Billy Joel: Scenes from an Italian Restaurant

Written by Laura Lee Everett

OPERA America

In category: Song of the Day

Published December 15, 2015

LLE headshotThis week our SoTD curator is Laura Lee Everett, the Director of Artistic Services at OPERA America, who’s had a long and varied career in opera—stage managing, mentoring young artists, facilitating the creation of new works, and more—at companies all across the U.S., from Alaska to Virginia.  (She’s also helped NYFOS present our NYFOS Next series at the National Opera Center for the past few years. You can catch it there in February 2016!)  Thank you and welcome, Laura Lee!

My classical music training started at the piano, which I played under the brilliant tutelage of Betty Wertz Hines until I left home for college. “Know the classics and you can play anything” was her advice that I continue to learn from and pass on. While Scarlotti, Chopin, Schumann and Mozart filled my classical ears, I loved to listen to pop radio. In the era when popular music was beginning to morph from rock and roll to disco (which is the grandmother to technogroovy dance music without a lot of depth), my favorite songs were the ones with stories. I had been influenced by that American songbook, but also by many of the folk acts of the 1960’s that my father really loved. The Kingston Trio, The Mamas and the Papas, the New Christy Minstrelsthey were storytellers who sang.

All of this rolled together equals Billy Joel.
BJ

He is a fierce piano player; he is clearly influenced by classical, folk, rock and roots. He writes all his own songs and every one takes me on a journey through a story. The Stranger was the first album that I ever bought with my own money. While there are so many fantastic Billy Joel songs, Scenes from an Italian Restaurant could actually be a mini rock opera. The music tells you where you are in history and the instrumentation choices create the landscape. He has the band with the chops to make real. It is a story about things that we all know, or have experienced, or just want to be able to sing about, out loud, at the top of our lungs.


Work required: Give back every record exactly as written.

Information given:
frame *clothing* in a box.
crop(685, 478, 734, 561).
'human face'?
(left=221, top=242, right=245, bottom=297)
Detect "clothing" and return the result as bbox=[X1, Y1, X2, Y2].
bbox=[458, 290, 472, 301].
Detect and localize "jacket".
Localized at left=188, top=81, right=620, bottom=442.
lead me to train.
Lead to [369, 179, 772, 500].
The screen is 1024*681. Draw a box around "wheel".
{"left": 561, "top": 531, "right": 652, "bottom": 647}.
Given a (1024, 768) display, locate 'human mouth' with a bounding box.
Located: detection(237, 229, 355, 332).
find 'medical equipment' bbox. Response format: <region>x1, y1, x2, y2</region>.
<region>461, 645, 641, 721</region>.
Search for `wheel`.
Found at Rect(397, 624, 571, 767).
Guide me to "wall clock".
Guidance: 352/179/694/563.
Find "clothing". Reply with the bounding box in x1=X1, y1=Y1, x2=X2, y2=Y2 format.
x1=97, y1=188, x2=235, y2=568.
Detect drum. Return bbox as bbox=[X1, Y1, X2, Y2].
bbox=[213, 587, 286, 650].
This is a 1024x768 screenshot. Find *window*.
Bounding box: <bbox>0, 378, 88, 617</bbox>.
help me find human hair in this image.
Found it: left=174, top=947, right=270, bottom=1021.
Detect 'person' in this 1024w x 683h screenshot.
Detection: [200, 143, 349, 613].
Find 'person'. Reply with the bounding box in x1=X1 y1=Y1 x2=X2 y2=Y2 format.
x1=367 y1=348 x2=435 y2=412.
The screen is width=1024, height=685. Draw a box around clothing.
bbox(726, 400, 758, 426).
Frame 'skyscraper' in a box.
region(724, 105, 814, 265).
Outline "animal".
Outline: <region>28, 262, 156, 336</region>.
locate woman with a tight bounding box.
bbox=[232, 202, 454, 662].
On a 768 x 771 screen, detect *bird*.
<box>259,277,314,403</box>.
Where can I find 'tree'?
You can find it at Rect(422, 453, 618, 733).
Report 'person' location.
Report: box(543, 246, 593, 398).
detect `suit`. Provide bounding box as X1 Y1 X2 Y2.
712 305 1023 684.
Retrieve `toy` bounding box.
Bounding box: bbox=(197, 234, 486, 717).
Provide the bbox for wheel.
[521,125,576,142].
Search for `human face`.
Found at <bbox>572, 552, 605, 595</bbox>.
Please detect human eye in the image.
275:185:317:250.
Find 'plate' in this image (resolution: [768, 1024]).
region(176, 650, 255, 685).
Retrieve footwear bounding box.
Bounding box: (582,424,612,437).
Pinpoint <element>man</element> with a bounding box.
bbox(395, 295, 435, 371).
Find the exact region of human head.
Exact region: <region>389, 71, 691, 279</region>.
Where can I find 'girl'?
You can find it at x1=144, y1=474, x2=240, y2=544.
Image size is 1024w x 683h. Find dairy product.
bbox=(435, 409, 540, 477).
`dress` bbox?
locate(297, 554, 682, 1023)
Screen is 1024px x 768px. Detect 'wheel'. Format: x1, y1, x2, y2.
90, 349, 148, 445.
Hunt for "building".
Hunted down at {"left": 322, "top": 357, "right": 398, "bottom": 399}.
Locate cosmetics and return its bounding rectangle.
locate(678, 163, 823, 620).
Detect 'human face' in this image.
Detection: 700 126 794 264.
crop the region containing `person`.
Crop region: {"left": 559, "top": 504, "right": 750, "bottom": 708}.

Response:
frame *clothing* in a box.
crop(685, 478, 734, 561).
'human face'?
(left=221, top=242, right=245, bottom=297)
Detect "clothing" and return the result as bbox=[X1, Y1, X2, Y2].
bbox=[458, 290, 472, 301].
Detect and localize "jacket".
Localized at left=188, top=81, right=620, bottom=442.
lead me to train.
Lead to [369, 179, 772, 500].
The screen is 1024*681. Draw a box around "wheel".
{"left": 561, "top": 531, "right": 652, "bottom": 647}.
Given a (1024, 768) display, locate 'human mouth' with a bounding box.
Located: detection(237, 229, 355, 332).
find 'medical equipment' bbox. Response format: <region>x1, y1, x2, y2</region>.
<region>461, 645, 641, 721</region>.
Search for `wheel`.
Found at Rect(397, 624, 571, 767).
Guide me to "wall clock".
Guidance: 352/179/694/563.
Find "clothing". Reply with the bounding box in x1=X1, y1=Y1, x2=X2, y2=Y2 format.
x1=97, y1=188, x2=235, y2=568.
Detect drum. Return bbox as bbox=[X1, Y1, X2, Y2].
bbox=[213, 587, 286, 650].
This is a 1024x768 screenshot. Find *window*.
Bounding box: <bbox>0, 378, 88, 617</bbox>.
help me find human hair in this image.
Found it: left=174, top=947, right=270, bottom=1021.
Detect 'person' in this 1024w x 683h screenshot.
Detection: [200, 143, 349, 613].
Find 'person'. Reply with the bounding box in x1=X1 y1=Y1 x2=X2 y2=Y2 format.
x1=367 y1=348 x2=435 y2=412.
The screen is width=1024, height=685. Draw a box around clothing.
bbox(726, 400, 758, 426).
Frame 'skyscraper' in a box.
region(724, 105, 814, 265).
Outline "animal".
Outline: <region>28, 262, 156, 336</region>.
locate woman with a tight bounding box.
bbox=[232, 202, 454, 662].
On a 768 x 771 screen, detect *bird*.
<box>259,277,314,403</box>.
Where can I find 'tree'?
You can find it at Rect(422, 453, 618, 733).
Report 'person' location.
Report: box(543, 246, 593, 398).
detect `suit`. Provide bounding box as X1 Y1 X2 Y2.
712 305 1023 684.
Retrieve `toy` bounding box.
Bounding box: bbox=(197, 234, 486, 717).
Provide the bbox for wheel.
[521,125,576,142].
Search for `human face`.
Found at <bbox>572, 552, 605, 595</bbox>.
Please detect human eye in the image.
275:185:317:250.
Find 'plate' in this image (resolution: [768, 1024]).
region(176, 650, 255, 685).
Retrieve footwear bounding box.
Bounding box: (582,424,612,437).
Pinpoint <element>man</element> with a bounding box.
bbox(395, 295, 435, 371).
Find the exact region of human head.
Exact region: <region>389, 71, 691, 279</region>.
Where can I find 'girl'?
You can find it at x1=144, y1=474, x2=240, y2=544.
Image size is 1024w x 683h. Find dairy product.
bbox=(435, 409, 540, 477).
`dress` bbox?
locate(297, 554, 682, 1023)
Screen is 1024px x 768px. Detect 'wheel'. Format: x1, y1, x2, y2.
90, 349, 148, 445.
Hunt for "building".
Hunted down at {"left": 322, "top": 357, "right": 398, "bottom": 399}.
Locate cosmetics and return its bounding rectangle.
locate(678, 163, 823, 620).
Detect 'human face' in this image.
Detection: 700 126 794 264.
crop the region containing `person`.
Crop region: {"left": 559, "top": 504, "right": 750, "bottom": 708}.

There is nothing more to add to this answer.